Advice and Takeaways - In No Particular Order
- Cold emails like summer research experiences can get a bunch of varied responses including none…at all.
- Read the faculty’s personal website to determine fit and from there, a recent publication by the lab. Some faculty have a section specifically about what you should include in your email to join their lab.
- Make sure you balance your other priorities so that you can fully commit to research projects.
- Time commitment should be communicated at the start with your advisor and a clear career goal/path to your goals should be defined well.
- Some of the meetings I have with my advisor are purely career advice and giving an update into my life.
- Read a lot of papers, even if you do not understand anything.

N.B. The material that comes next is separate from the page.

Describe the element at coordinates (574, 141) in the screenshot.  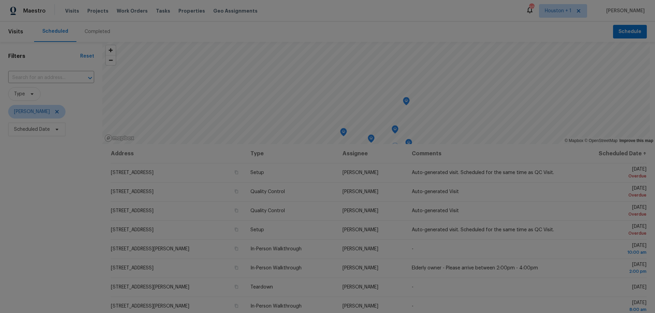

- Advice on how to read a paper.
- Do not be afraid to present scientific work to your lab or at conferences, even if you sound stupid or can’t answer questions. Its a learning process and I still feel the imposter syndrome every day. Even if I freeze up on presenting, its because I’m learning to interpret science and getting used to the format.
- Not all publications are weighed equally. Some are in more prestigous journals depending on the discipline and “tiered” differently - this can reflect the rigor of the review process and you need to temper your expectations. Some journals have “sub-journals” which have different tiers from their parent journals. Check its impact factor to learn more.
- Here are my Chrome bookmarks you can import that will give you research links I used to find summer and year-round experiences outside of Penn.
- PhD admissions require some time to be successful - spend at least 3 months before the deadline gathering application materials and shortlisting schools/recommenders. Most programs have deadlines in December of that year for admission into the following year.
- You will perpetually feel like you have no idea what you are doing, but that’s because research is open-ended.
- You have to convince yourself that you want to pursue research if it ends up being your goal long-term, as the ROI on industry is definitely higher than research. I recommend this document to go down the rabbit hole of motivations behind a PhD.
- Someone sent me a story of someone else’s PhD journey. Its a great story and was in part a factor of motivation for me to pursue research.